And with that Same Fulbright Again....
The Moscow Art Theatre troupe came to London to do a season of plays at Sadlers Wells Theatre. They did the four big Chekhov and two new plays properly authorized by the Soviet cultural authorities. I saw three of the four Chekhov and one of the social-realist variety. I was so very moved, listening to them in Russian, watching them in my English. All that broken hearted magnanimity. ( Months later, at my second cousin’s home in southern Sweden, I was stunned at how his dinning room resembled the birthday party room in Three Sisters, just across the little Baltic sea, of course.)
The Moscow Art Theatre troupe came to London to do a season of plays at Sadlers Wells Theatre. They did the four big Chekhov and two new plays properly authorized by the Soviet cultural authorities. I saw three of the four Chekhov and one of the social-realist variety. I was so very moved, listening to them in Russian, watching them in my English. All that broken hearted magnanimity. ( Months later, at my second cousin’s home in southern Sweden, I was stunned at how his dinning room resembled the birthday party room in Three Sisters, just across the little Baltic sea, of course.)
I somehow or other wrangled an invitation to a luncheon at the Criterion Restaurant in Piccadilly in honor of the Muscovites.
It was some affair, I’m telling you. Everybody who was anybody in the British theatre establishment was there. And the waiters (footmen, I should call them) in livery! My problem was how not to stare at the spectacle of Lawrence Olivier and Vivien Leigh sitting tables apart and not so much as glancing the other’s way. They were hating each other.
I sat at the table with the “dowager” actress Mary Fagan, the first English Madame Ranevskya in Cherry Orchard so many years earlier.

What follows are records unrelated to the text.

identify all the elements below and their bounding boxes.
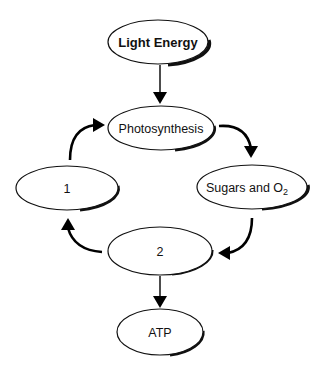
- arrow-2-to-1: [61, 218, 102, 252]
- node-label: Sugars and O2: [206, 181, 288, 197]
- node-atp: ATP: [117, 309, 203, 355]
- node-label: Light Energy: [118, 35, 198, 50]
- arrow-sugars-to-2: [218, 218, 252, 260]
- node-2: 2: [108, 227, 212, 275]
- arrow-light-to-photosynthesis: [153, 65, 167, 104]
- photosynthesis-cycle-diagram: Light Energy Photosynthesis Sugars and O…: [0, 0, 320, 372]
- node-photosynthesis: Photosynthesis: [108, 106, 214, 150]
- node-1: 1: [16, 166, 118, 210]
- arrow-1-to-photosynthesis: [70, 118, 105, 160]
- node-label: ATP: [148, 326, 171, 340]
- arrow-photosynthesis-to-sugars: [219, 126, 258, 158]
- node-label: Photosynthesis: [119, 122, 204, 136]
- node-label: 1: [64, 182, 71, 196]
- node-label: 2: [157, 245, 164, 259]
- arrow-2-to-atp: [153, 276, 167, 308]
- node-sugars-and-o2: Sugars and O2: [197, 165, 308, 209]
- node-light-energy: Light Energy: [108, 20, 210, 65]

I was dazzled. And trying to behave myself in my brown (for God’s sake) suit. In Mary Fagan’s party was a young English woman who was supporting herself translating out of Russian all sorts of documents into English.
It was an excellent lunch with many tributes, introductions, toasts, and speeches, the English hosts were nearly servile in their deference to the Russians. It was, after all, the Moscow Art Theatre, the most influential theatre of the twentieth century. The Russians themselves seemed a bit ill at ease, displaying anything but what we ordinarily think of as the style of successful actors. The great lady who had played Ranevskya so ravishingly the night before appeared in what looked like a Monday wash dress, with her hair undone and frizzy. Actors for the Soviet were at one with the working class, after all.
When lunch was over, I ended up out on the sidewalk in Piccadilly with this translator lady-- who was being quite nice to me-- and translating with one of the young Russian actors who provided me with the trigger for this tale. He said that they were returning to Moscow to continue rehearsals on Shakespeare’s Winter’s Tale. He explained that they had been working on it for thirteen years and had it about ready to open.
They had lost one Leontes who had died on them some years earlier and feared for the aging actor they now had in the role.
This young artist of the theatre felt it imperative that they get home and get the play open before they lost a second jealous king.